Thursday, November 10, 2011
NYFF Review #8: THE SKIN I LIVE IN
After more than a decade apart, star Antonio Banderas and now-legendary writer/director Pedro Almodovar have revived their longtime collaboration with THE SKIN I LIVE IN, Almodovar's lurid take on the horror genre (which owes a lot, by his own admission, to George Franju's EYES WITHOUT A FACE). Here, though, the story we may already know is infused with the director's never-dying fascination with gender identity.
Banderas plays a boundary-pushing plastic surgeon who has a river of madness running through his veins. His current obsession lies in his attempts to develop a brand of super-human skin made out of pig cells. Frankenstein-like, he works in secret in the basement of his sleek, steely compound on his newest creation, a commanding and wide-eyed woman named Vera (Elena Anaya), who's the jailed and tortured recipient of a six-year regiment of skin grafts.
Through a hazy, jumbled series of flashbacks, we're let in on a tragic series of events that lead to both the release of the doctor's incipient madness, while at the same time we're being imformed of his creation's monsterous angst. There are blue and silver touches of Cronenberg felt here, and at the same time, Mary Shelley's spirit is alive. But Franju's ideas are most powerfully at work in this movie. This could even be seen as a remake of EYES WITHOUT A FACE. After the screening at the NY Film Fest, the incredibly clever and funny Almodovar was upfront about this influence.
When you see Anaya with the mask and bodysuit (designed by Jean-Paul Gauthier), you'll know what I'm talking about (if you've seen EYES WITHOUT A FACE, which you should see before hand, if you haven't yet). Anaya's pasty-white mask is total Franju; meanwhile, the precise bodysuit is utterly both Gauthier AND Almodovar. The latter finds much room for many darkly-tinged laughs, particularly with Banderas's tiger-suited brother, played with zest by Roberto Álamo. And, perhaps not so naturally, there is some of the most bizarre and unsettling sex in a festival that has been filled with strangely sexual tales.
Almodovar's newest picture is perhaps a bit overlong by 10 or 15 minutes, but it is also campy and action-packed, and ultimately quite moving, most notably in its brave and incomprehensibly sad final scene (capped with a simple, memorable final line). Backed with perhaps the most energetic musical score of the year (a violin-infused violence by Alberto Iglesias), I didn't love THE SKIN I LIVE IN, but I respect it immensely. It's a sick movie that made me smile.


### [Exercise details]
Go through the entries one line at a time, and gather every line that has the word "image".
---------------
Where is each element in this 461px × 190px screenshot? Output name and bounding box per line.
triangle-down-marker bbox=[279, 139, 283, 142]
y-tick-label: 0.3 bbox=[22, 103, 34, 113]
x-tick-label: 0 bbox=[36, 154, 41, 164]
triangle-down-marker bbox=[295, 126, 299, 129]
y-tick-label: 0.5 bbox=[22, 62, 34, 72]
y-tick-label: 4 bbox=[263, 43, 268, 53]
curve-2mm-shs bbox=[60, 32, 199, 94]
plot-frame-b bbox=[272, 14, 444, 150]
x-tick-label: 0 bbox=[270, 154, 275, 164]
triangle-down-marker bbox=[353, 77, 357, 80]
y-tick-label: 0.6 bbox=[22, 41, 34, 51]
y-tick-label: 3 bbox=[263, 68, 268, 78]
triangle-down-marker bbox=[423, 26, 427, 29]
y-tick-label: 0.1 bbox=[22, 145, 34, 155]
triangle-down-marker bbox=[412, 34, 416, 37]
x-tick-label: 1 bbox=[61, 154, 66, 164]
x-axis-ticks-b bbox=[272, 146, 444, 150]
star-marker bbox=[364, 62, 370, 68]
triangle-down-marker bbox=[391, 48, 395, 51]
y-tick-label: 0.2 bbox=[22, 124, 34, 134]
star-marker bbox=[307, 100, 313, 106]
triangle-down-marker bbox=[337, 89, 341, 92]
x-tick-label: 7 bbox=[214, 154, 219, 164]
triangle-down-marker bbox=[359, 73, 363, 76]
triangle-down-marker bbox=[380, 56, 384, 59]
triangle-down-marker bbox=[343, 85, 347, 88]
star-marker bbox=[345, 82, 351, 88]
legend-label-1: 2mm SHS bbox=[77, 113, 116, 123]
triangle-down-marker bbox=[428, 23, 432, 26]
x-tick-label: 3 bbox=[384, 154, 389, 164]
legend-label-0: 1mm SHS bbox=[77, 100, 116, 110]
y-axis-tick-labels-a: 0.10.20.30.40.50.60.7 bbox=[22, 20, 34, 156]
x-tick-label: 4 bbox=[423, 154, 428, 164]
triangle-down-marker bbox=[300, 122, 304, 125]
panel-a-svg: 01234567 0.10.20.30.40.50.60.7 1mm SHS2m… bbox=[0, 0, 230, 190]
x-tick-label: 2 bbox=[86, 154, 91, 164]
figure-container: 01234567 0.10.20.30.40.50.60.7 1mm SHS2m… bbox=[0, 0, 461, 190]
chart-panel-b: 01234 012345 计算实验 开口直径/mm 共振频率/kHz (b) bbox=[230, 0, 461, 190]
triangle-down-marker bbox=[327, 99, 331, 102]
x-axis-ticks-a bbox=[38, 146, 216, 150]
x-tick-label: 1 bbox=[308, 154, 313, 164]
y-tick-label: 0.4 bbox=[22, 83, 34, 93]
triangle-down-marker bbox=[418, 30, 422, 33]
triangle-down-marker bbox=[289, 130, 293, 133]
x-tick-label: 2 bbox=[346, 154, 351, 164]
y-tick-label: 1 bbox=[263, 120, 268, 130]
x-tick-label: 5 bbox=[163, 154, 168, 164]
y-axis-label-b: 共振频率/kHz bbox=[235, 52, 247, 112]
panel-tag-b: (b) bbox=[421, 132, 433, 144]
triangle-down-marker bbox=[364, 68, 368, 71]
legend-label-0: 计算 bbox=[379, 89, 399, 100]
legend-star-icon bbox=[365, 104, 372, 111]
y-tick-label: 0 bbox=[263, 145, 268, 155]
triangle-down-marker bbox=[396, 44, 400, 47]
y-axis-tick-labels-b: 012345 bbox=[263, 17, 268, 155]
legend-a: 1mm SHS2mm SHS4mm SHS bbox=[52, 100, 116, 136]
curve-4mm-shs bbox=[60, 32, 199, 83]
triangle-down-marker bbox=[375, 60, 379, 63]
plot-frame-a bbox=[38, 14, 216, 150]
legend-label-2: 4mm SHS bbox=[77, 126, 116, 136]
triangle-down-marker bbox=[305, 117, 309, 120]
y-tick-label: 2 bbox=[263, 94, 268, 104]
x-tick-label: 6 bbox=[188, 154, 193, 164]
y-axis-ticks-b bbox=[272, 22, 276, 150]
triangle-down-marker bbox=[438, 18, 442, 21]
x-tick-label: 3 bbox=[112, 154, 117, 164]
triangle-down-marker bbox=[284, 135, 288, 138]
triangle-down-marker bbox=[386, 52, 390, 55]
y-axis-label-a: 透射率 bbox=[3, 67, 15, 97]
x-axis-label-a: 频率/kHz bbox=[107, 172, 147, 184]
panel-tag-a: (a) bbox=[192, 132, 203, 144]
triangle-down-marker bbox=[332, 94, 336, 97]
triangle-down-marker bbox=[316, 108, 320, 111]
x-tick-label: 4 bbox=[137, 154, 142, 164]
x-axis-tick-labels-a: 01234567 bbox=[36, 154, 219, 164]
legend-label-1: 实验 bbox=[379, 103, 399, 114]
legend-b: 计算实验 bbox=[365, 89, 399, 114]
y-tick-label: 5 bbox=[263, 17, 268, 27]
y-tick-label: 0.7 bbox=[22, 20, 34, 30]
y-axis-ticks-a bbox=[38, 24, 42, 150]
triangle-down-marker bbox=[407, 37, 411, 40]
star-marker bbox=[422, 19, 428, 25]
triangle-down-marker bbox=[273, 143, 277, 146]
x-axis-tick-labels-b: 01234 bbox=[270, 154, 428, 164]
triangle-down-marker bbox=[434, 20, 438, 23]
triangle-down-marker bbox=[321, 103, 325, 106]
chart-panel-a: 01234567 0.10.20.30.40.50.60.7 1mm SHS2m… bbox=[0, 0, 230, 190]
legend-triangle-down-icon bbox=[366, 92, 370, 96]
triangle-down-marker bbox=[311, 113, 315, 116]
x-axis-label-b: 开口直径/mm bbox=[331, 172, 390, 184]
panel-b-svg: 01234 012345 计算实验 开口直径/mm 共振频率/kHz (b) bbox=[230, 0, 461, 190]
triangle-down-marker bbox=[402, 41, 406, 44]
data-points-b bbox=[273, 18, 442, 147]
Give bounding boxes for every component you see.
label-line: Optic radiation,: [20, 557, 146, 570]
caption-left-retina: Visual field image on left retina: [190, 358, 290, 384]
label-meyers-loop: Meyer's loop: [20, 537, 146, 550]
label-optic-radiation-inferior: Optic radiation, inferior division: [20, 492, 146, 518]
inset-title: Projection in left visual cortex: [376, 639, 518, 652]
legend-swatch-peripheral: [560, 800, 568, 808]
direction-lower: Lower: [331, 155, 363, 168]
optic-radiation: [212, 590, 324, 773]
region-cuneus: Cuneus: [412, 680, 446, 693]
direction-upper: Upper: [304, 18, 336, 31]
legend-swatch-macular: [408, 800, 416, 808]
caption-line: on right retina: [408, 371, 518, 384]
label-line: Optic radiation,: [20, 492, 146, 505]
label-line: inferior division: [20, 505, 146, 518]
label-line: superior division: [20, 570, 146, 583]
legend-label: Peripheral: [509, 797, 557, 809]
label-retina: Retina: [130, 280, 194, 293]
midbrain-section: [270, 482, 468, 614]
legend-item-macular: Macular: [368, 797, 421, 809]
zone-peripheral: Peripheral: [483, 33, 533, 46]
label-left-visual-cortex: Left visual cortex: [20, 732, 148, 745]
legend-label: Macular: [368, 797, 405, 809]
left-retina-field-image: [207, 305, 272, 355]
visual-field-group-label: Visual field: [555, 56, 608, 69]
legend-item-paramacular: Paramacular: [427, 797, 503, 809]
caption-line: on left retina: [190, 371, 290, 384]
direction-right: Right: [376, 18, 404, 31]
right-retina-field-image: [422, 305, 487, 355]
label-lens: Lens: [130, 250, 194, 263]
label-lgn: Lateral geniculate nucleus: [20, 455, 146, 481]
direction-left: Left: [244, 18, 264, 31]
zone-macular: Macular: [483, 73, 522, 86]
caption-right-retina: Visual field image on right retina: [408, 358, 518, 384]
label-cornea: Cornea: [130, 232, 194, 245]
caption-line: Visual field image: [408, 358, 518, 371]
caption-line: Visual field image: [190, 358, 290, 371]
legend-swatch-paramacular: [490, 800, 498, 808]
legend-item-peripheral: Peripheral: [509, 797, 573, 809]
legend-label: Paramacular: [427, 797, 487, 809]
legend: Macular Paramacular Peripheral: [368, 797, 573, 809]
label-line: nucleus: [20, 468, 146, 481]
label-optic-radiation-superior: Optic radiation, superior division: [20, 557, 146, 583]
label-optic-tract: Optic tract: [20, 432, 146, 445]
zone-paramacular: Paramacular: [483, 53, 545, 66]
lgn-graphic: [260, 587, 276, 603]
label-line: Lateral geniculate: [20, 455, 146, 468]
---------------
### [Solution for this problem]
caption-left-retina: Visual field image on left retina: [190, 358, 290, 384]
left-retina-field-image: [207, 305, 272, 355]
right-retina-field-image: [422, 305, 487, 355]
caption-right-retina: Visual field image on right retina: [408, 358, 518, 384]
caption-line: Visual field image: [408, 358, 518, 371]
caption-line: Visual field image: [190, 358, 290, 371]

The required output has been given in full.